One School District. 23,000 Insurance Claims. A 92% Drop in Inpatient Admissions.
A large Louisiana school district gave its employees two health plan options in 2018: one that included a direct primary care provider, one that didn’t. An analytics firm spent a year tracking what happened to the claims.
The group with DPC had 92.7% fewer inpatient admissions.
That number demands context, which I’ll get to. But it’s not the only number worth looking at.
What the Study Found
KPI Ninja, a healthcare analytics company, analyzed 23,593 insurance claims from the district’s 2018-2019 plan year using the Johns Hopkins ACG risk-scoring system. The study compared a PPO Direct plan that included Nextera Healthcare as a DPC provider against a PPO Choice plan that didn’t.
Compared to the traditional PPO group, the DPC group showed:
- 92.7% fewer inpatient admissions
- 76.7% fewer outpatient hospital visits
- 40.6% fewer urgent care visits
- 9.6% fewer emergency room visits
On cost, the DPC plan ran $76 per member per month less than the comparison plan. Over a full year, that gap came to $913 per member.
The Caveats Are Real
The 92.7% inpatient reduction is the kind of number that makes people skeptical, and the skepticism is reasonable.
School district employees are a specific population. Younger, employed, generally healthier than a Medicare population. When you start from a low baseline of hospitalizations, even a difference of a few events between groups can produce large percentage swings. Without knowing the raw hospitalization counts behind that 92.7%, the number tells you direction more than magnitude.
The study was also published by Nextera Healthcare, the DPC provider in the analysis. That doesn’t make the numbers wrong. It means they haven’t been independently replicated in larger peer-reviewed research.
Medscape published a clinical analysis this week asking whether DPC can reduce hospital admissions and readmissions. When a publication with millions of physician readers puts that question in front of its audience, the model has moved into a different conversation than it was having five years ago. Researchers have noted that most available DPC outcomes evidence comes from employer-sponsored populations and observational designs, not randomized trials. That’s an honest description of where the field stands.
Why the Mechanism Makes Sense Anyway
You don’t need the employer study to explain why smaller panels might produce fewer hospitalizations.
DPC physicians carry 400 to 800 patients on average, versus 2,000 to 2,500 in traditional fee-for-service primary care. That ratio determines whether a patient can reach their doctor before a worsening condition becomes a hospitalization.
A patient managing hypertension or diabetes in a DPC practice can often get a same-day appointment or at least a same-day conversation. When a problem is still manageable at the outpatient level, that access changes the outcome. In a traditional practice, a two-week wait can turn an office visit into an emergency room trip.
Post-discharge follow-up is another piece. When a DPC patient leaves the hospital, a follow-up within 24 to 48 hours is achievable. That window matters. Hospital readmission rates track closely with whether patients get early follow-up after discharge. Most traditionally-insured patients don’t.
The mechanism isn’t speculative. The evidence base is just still thin.
What This Means
If you’re pitching DPC to a self-funded employer, the Nextera data is worth knowing. A $913 per member per year cost difference and a 40% reduction in urgent care visits are numbers a benefits committee can follow. Pair them with the Hint Health patient experience benchmark, which showed an 89% PCPCM quality score and an 85 Net Promoter Score across 12 DPC practices, and you have a business case that holds up under scrutiny.
If you’re a physician weighing the DPC model, the hospital utilization data adds a clinical dimension to the usual business argument. You might not just be offering convenience. You might actually be keeping patients out of the hospital.
The Medscape clinical coverage of this question is the signal that matters most this week. The data is early. It comes from a specific employer population in a specific setting. But the direction is consistent, and the mainstream clinical community is starting to ask for the evidence. That’s a shift worth tracking.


### Exercise aim
Each line of the data must reappear exactly in your answer, with no images included.

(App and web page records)
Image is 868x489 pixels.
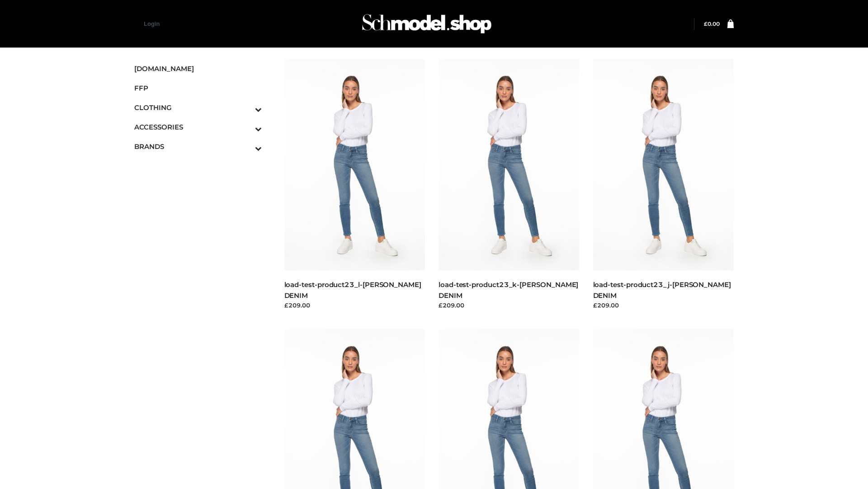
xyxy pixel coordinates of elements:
a: BRANDSToggle Submenu [134,137,262,156]
a: £0.00 [704,20,720,28]
a: Login [144,20,160,28]
img: Schmodel Admin 964 [359,6,495,42]
button: Toggle Submenu [230,117,262,137]
a: CLOTHINGToggle Submenu [134,98,262,117]
button: Toggle Submenu [230,137,262,156]
span: FFP [134,83,262,93]
button: Toggle Submenu [230,98,262,117]
a: load-test-product23_l-[PERSON_NAME] DENIM [285,280,421,299]
div: £209.00 [593,300,734,310]
a: [DOMAIN_NAME] [134,59,262,78]
span: £ [704,20,708,28]
a: FFP [134,78,262,98]
span: ACCESSORIES [134,122,262,132]
span: BRANDS [134,141,262,152]
div: £209.00 [438,300,579,310]
a: ACCESSORIESToggle Submenu [134,117,262,137]
span: CLOTHING [134,102,262,113]
div: £209.00 [285,300,426,310]
bdi: 0.00 [704,20,720,28]
span: [DOMAIN_NAME] [134,63,262,74]
a: load-test-product23_j-[PERSON_NAME] DENIM [593,280,731,299]
a: load-test-product23_k-[PERSON_NAME] DENIM [438,280,578,299]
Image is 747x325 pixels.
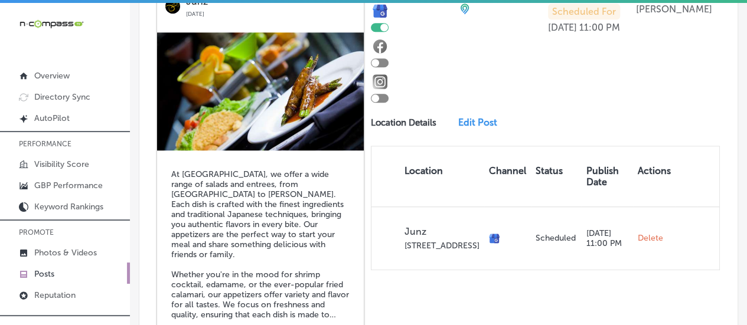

### Solution to this problem
Image is 868x489 pixels.
xyxy pixel coordinates of elements:
a: BRANDSToggle Submenu [134,137,262,156]
a: £0.00 [704,20,720,28]
a: Login [144,20,160,28]
img: Schmodel Admin 964 [359,6,495,42]
button: Toggle Submenu [230,117,262,137]
a: CLOTHINGToggle Submenu [134,98,262,117]
button: Toggle Submenu [230,137,262,156]
span: FFP [134,83,262,93]
button: Toggle Submenu [230,98,262,117]
a: load-test-product23_l-[PERSON_NAME] DENIM [285,280,421,299]
div: £209.00 [593,300,734,310]
a: [DOMAIN_NAME] [134,59,262,78]
span: £ [704,20,708,28]
a: FFP [134,78,262,98]
span: ACCESSORIES [134,122,262,132]
span: BRANDS [134,141,262,152]
div: £209.00 [438,300,579,310]
a: ACCESSORIESToggle Submenu [134,117,262,137]
span: CLOTHING [134,102,262,113]
div: £209.00 [285,300,426,310]
bdi: 0.00 [704,20,720,28]
span: [DOMAIN_NAME] [134,63,262,74]
a: load-test-product23_j-[PERSON_NAME] DENIM [593,280,731,299]
a: load-test-product23_k-[PERSON_NAME] DENIM [438,280,578,299]
Image is 747x325 pixels.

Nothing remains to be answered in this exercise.